> I absolutely cannot fucking stand creative work being referred to as "content". "Content" is how you refer to the stuff on a website when you're designing the layout and don't know what actually goes on the page yet. "Content" is how you refer to the collection of odds and ends in your car's trunk. "Content" is what marketers call the stuff that goes around the ads.
Wait until they coopt the word "art" to include AI-generated slop. I dread the future discussion tarpits about whether AI creations can be considered art.
It happens quite often, yes. They are concept artists and designers but they share their own stuff. And just now I opened up Discord and skimmed through some art, pixel art and drawings channels in the many servers I'm in and saw a lot of art that I doubt anyone is trying to sell. People just love to share their creations.
Yes if you are friends with and deeply networked with professional artists and designers, you'll see a lot more hobby art. Most people are not friends with even one (never mind several) professional artists though.
This scenario is irrelevant to my main thesis anyway, which is that people principally do not develop artistry to the levels required for strangers to care about it without doing so as a professional pursuit.
That you get to see the exhaust and byproducts of such a professional pursuit isn't a point against it.
Via Instagram, while they're showing off pictures of their kids and their hobbies... yes? Do you show only your coworkers, what, system diagrams of work things making the between work times still also about work?
Different places have different cultures, apparently your coworkers aren't to know anything about you beyond what's necessary for them to work with you, but across the whole world, not everywhere is like that, and it seems unnecessary to state that you don't live in such a place in that way.
Most independent artists will disagree with this statement. They do it for passion, to communicate, to tell stories, to fulfill their own urges. Some works incidentally hit a sweet spot and become commercial successes, but that's not their purpose. On the other hand, the 'art' you see being marketed around you is made specifically to be marketed and sold, with little personal connection to the artist, and often against their own preferences. That's "content".
Is that what they tell you when you’re standing in the gallery with a checkbook? Or in the boardroom with a signature?
No, you almost never see art that wasn’t meant to be sold. Public art pieces are commissioned (sold), art in galleries were created by professional artists (even if commercially unsuccessful) 99.99999% of the time.
Surely if this wasn’t true, you could point to a few specific examples of art — or even broad categories of art — that weren’t made to be sold and that you have personally seen?
I think you're just interpreting the meaning of "made to be sold" very literally. Of course artists want to make a living and have their art be appreciated, so they expect pieces to be sold; but that is not the main motivation behind making the art, where commercial "art" - advertising, mainstream cinema, pop music, most art galleries, anime, 80% of what you see in arts and crafts fairs, pieces in IKEA - is created with profit as the main motive.

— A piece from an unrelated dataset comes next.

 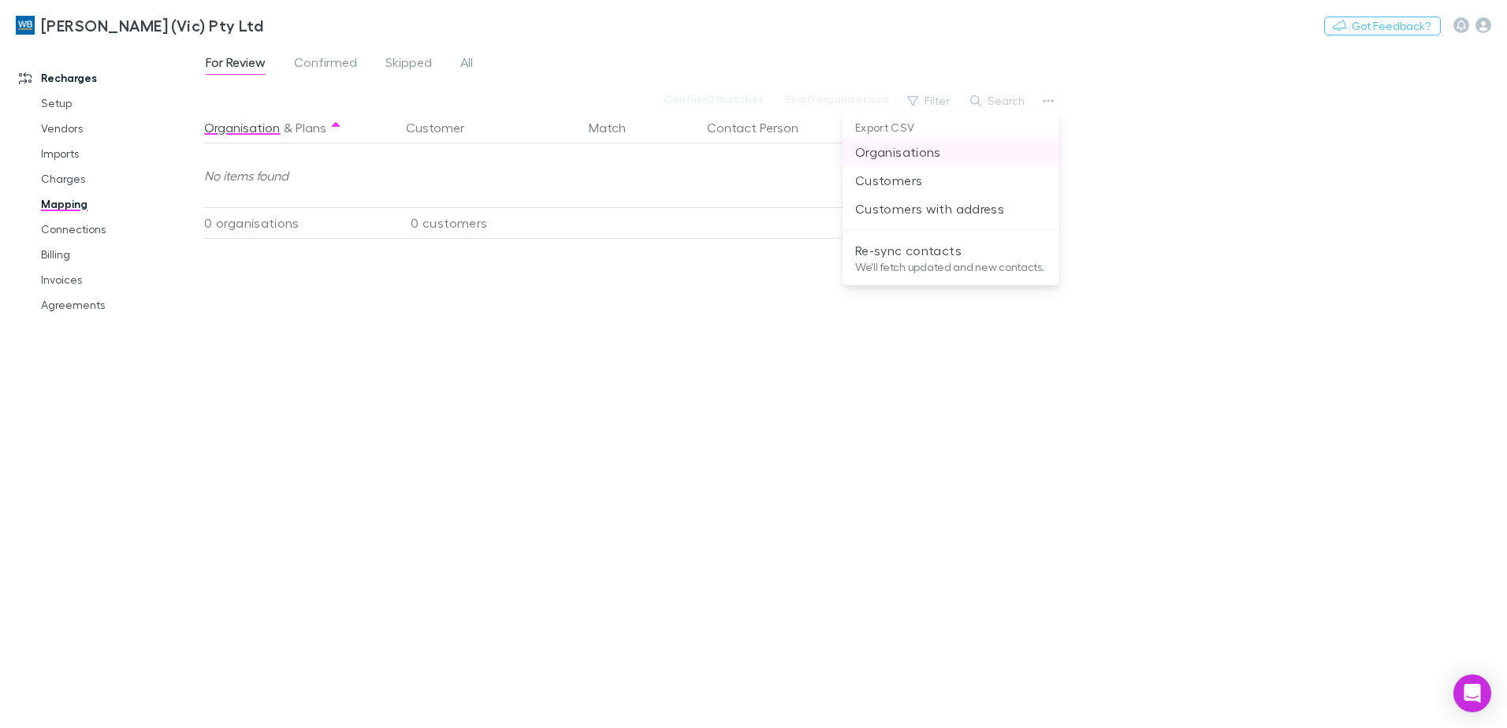 What do you see at coordinates (950, 180) in the screenshot?
I see `p: Customers` at bounding box center [950, 180].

Going back to the origin of this, stating that Ghibli style videos generated with SORA (which the OP initially called "content") are equivalent to Studio Ghibli movies because they are both "art made to be sold" would be wild. A film like Spirited Away took over 1 million hours of work, if making money was the main goal it would have never happened.
> Of course artists want to make a living and have their art be appreciated, so they expect pieces to be sold
"they want their to be appreciated, so they expect pieces to be sold" is a clever trick but one is not related to the other. One could want their art to be appreciated and never sell it, but virtually no one would see this art for a variety of reasons including the fact that marketability increases visibility and that there is very, very little amateur art that is worth looking at, much less promoting to a larger audience.
It seems you agree that in fact art (that anyone sees) is overwhelmingly made to be sold.
I didn't say anything about their "main motivation" and neither you nor I (nor even the artist, frankly) could say much about what someone's main motivation is.
What we can say is that nearly all of the art anyone sees was in fact made to be sold, which is the specific claim that I made.
I don't think any supposes it does. They're arguing that the word choice implies something about the speaker's value system and the place that art or human culture has in it.